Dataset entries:
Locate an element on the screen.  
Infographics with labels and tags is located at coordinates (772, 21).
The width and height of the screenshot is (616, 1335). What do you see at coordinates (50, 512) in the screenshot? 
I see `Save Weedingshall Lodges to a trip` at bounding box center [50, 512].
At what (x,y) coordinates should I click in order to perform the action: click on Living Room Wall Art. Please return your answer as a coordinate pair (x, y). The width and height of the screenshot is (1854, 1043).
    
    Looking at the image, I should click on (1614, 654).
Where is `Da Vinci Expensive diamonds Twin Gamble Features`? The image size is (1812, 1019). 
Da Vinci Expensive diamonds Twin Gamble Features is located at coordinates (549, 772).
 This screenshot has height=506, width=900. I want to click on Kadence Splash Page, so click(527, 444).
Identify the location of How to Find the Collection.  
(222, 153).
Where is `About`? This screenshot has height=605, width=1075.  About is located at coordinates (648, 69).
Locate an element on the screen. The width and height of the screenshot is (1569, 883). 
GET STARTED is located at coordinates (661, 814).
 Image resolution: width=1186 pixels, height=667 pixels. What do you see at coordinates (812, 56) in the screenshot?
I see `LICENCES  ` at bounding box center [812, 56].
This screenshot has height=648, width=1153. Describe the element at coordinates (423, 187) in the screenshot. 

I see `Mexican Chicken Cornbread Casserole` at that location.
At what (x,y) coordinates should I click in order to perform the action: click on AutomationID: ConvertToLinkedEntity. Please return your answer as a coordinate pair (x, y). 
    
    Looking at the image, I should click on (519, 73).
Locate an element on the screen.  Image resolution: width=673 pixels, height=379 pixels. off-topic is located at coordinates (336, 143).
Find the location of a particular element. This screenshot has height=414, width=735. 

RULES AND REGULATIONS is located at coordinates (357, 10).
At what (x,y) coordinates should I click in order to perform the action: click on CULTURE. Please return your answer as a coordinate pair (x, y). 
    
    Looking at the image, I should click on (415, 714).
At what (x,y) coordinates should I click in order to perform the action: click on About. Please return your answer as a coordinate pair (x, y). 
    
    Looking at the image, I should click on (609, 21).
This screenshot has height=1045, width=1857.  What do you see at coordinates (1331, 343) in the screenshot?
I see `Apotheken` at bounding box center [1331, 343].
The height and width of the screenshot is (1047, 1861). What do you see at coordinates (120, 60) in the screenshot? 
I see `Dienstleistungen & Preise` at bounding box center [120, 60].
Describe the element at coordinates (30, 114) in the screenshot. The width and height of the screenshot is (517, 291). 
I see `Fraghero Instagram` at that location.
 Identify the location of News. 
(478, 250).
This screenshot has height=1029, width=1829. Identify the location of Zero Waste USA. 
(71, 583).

Exercise description
Your answer must be an exact copy of every record.

Solution to this problem
Locate an element on the screen.  
Infographics with labels and tags is located at coordinates (772, 21).
The width and height of the screenshot is (616, 1335). What do you see at coordinates (50, 512) in the screenshot? 
I see `Save Weedingshall Lodges to a trip` at bounding box center [50, 512].
At what (x,y) coordinates should I click in order to perform the action: click on Living Room Wall Art. Please return your answer as a coordinate pair (x, y). The width and height of the screenshot is (1854, 1043).
    
    Looking at the image, I should click on (1614, 654).
Where is `Da Vinci Expensive diamonds Twin Gamble Features`? The image size is (1812, 1019). 
Da Vinci Expensive diamonds Twin Gamble Features is located at coordinates (549, 772).
 This screenshot has height=506, width=900. I want to click on Kadence Splash Page, so click(527, 444).
Identify the location of How to Find the Collection.  
(222, 153).
Where is `About`? This screenshot has height=605, width=1075.  About is located at coordinates (648, 69).
Locate an element on the screen. The width and height of the screenshot is (1569, 883). 
GET STARTED is located at coordinates (661, 814).
 Image resolution: width=1186 pixels, height=667 pixels. What do you see at coordinates (812, 56) in the screenshot?
I see `LICENCES  ` at bounding box center [812, 56].
This screenshot has height=648, width=1153. Describe the element at coordinates (423, 187) in the screenshot. 

I see `Mexican Chicken Cornbread Casserole` at that location.
At what (x,y) coordinates should I click in order to perform the action: click on AutomationID: ConvertToLinkedEntity. Please return your answer as a coordinate pair (x, y). 
    
    Looking at the image, I should click on (519, 73).
Locate an element on the screen.  Image resolution: width=673 pixels, height=379 pixels. off-topic is located at coordinates (336, 143).
Find the location of a particular element. This screenshot has height=414, width=735. 

RULES AND REGULATIONS is located at coordinates (357, 10).
At what (x,y) coordinates should I click in order to perform the action: click on CULTURE. Please return your answer as a coordinate pair (x, y). 
    
    Looking at the image, I should click on (415, 714).
At what (x,y) coordinates should I click in order to perform the action: click on About. Please return your answer as a coordinate pair (x, y). 
    
    Looking at the image, I should click on (609, 21).
This screenshot has height=1045, width=1857.  What do you see at coordinates (1331, 343) in the screenshot?
I see `Apotheken` at bounding box center [1331, 343].
The height and width of the screenshot is (1047, 1861). What do you see at coordinates (120, 60) in the screenshot? 
I see `Dienstleistungen & Preise` at bounding box center [120, 60].
Describe the element at coordinates (30, 114) in the screenshot. The width and height of the screenshot is (517, 291). 
I see `Fraghero Instagram` at that location.
 Identify the location of News. 
(478, 250).
This screenshot has height=1029, width=1829. Identify the location of Zero Waste USA. 
(71, 583).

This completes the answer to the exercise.